[lbo-talk] 'neo' South Africa

Joseph Wanzala jwanzala at hotmail.com
Mon Mar 14 13:17:13 PST 2005


Clearly the apartheid system was an obsolete sub-species of capitalism, the much vaunted 'end of apartheid' was not, it turns out, a political victory for human liberation, but the harmonization of South Africa with the dominant global regime of neo-liberalism. Americans of course are quite familiar with the illusory nature of civil (human) rights struggles which fail to address the core issues of capitalism and imperialism.

Joe W.

http://www.guardian.co.uk/g2/story/0,3604,1426767,00.html

Now everyone lives in the townships

In South Africa, say the residents of Dainfern, it's no longer about colour - just money. Their money buys them a space in an idyllic carefree community protected by guards and a four-metre high electric fence. Their servants - all black - live in the slum next door. Christopher Hope asks if this is the future of his country

Monday February 28, 2005 The Guardian

A great silver pipe in the sky runs above the heads of the residents of an estate called Dainfern, a walled fortress-suburb in the northern stretches of Johannesburg. Set among fields, nature trails, and wooded suburbs, it is, inch for inch, probably the most costly secure space in Africa. And one of the most successful. The pipe carries sewage between the different communities that throng the flat veld outside Jo'burg. It is not that Dainferners are embarrassed about the pipe; it goes with the territory, and anyway now and then it springs a leak and everyone knows what Jo'burgers know anyway: shit happens. So people hardly notice the shining viaduct slung high overhead, much as Berliners didn't really "see" the Berlin wall, and for much the same reason - they really don't want to know what it is there for.

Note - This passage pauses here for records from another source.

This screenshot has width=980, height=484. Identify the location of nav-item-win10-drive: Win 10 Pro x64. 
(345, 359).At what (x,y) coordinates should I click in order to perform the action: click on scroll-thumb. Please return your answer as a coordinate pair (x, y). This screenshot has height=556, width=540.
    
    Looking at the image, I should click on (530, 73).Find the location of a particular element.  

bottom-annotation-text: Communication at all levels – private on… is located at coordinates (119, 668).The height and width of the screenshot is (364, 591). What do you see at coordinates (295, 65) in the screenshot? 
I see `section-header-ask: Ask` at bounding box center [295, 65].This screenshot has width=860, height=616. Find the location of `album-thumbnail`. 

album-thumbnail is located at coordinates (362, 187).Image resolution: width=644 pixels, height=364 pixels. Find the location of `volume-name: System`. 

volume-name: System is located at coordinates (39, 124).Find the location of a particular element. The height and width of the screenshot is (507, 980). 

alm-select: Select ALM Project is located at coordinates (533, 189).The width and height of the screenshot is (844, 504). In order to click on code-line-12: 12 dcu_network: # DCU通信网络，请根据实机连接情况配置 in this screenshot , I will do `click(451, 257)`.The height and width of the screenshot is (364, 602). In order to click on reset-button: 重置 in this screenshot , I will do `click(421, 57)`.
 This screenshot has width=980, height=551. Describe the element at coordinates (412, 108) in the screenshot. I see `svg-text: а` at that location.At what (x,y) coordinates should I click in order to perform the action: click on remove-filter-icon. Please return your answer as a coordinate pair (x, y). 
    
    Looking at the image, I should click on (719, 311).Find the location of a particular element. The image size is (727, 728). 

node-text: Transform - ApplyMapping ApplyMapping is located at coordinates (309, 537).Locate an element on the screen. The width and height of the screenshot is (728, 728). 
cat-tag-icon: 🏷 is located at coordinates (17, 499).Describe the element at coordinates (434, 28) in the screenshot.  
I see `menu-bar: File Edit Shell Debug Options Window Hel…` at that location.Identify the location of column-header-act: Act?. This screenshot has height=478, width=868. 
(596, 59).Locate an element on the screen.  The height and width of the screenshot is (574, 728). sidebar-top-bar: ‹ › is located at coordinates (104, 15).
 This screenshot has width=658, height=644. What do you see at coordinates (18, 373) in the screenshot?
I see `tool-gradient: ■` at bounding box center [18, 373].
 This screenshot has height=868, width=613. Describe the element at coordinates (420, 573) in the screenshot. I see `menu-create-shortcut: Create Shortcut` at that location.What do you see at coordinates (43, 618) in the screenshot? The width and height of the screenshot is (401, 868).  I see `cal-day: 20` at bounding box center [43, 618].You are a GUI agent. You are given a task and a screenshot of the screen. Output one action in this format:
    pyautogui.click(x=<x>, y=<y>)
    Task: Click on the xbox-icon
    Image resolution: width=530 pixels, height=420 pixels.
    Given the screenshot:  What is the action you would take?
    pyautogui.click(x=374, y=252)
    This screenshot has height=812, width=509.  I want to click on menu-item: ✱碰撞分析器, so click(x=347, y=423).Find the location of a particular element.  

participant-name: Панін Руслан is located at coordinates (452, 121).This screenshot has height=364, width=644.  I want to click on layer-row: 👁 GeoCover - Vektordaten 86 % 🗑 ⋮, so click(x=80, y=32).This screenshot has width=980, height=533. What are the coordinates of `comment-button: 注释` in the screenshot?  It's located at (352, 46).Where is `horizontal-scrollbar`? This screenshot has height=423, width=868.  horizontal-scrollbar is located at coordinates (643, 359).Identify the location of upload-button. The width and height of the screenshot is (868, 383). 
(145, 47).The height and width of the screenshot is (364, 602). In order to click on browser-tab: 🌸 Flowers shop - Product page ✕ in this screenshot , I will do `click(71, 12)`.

But then you can't do much about aerial sewage - what you can protect yourself against is crime and fear. The hijacker who wants your car will shoot a black businessman as easily as a white housewife. Jo'burg is the city of beautiful walls where people fortify their houses, barricade their flats, electrify their fences, buy dogs and guns. Or they move into cluster-villages, gated, guarded and patrolled round the clock. They all sell freedom from fear - but Dainfern does it better, and does it with style.

What segregates South Africans these days is security, and how much of it you can buy is what separates the saved from the servants. Dainfern is the answer to the Jo'burgers prayer - to live an unlocked life in a safe place where no bullets fly and hijackers fear to tread.

(snip)

It is not always remembered that, in South Africa, it is blacks and not whites who are most at risk from shootings, rapes and robberies. Given the choice, I have no doubt Diepsloot would opt for the hermetic happiness of Dainfern. Anyone who imagines that Dainfern represents some kind of short-lived aberration has not been looking hard at South Africa.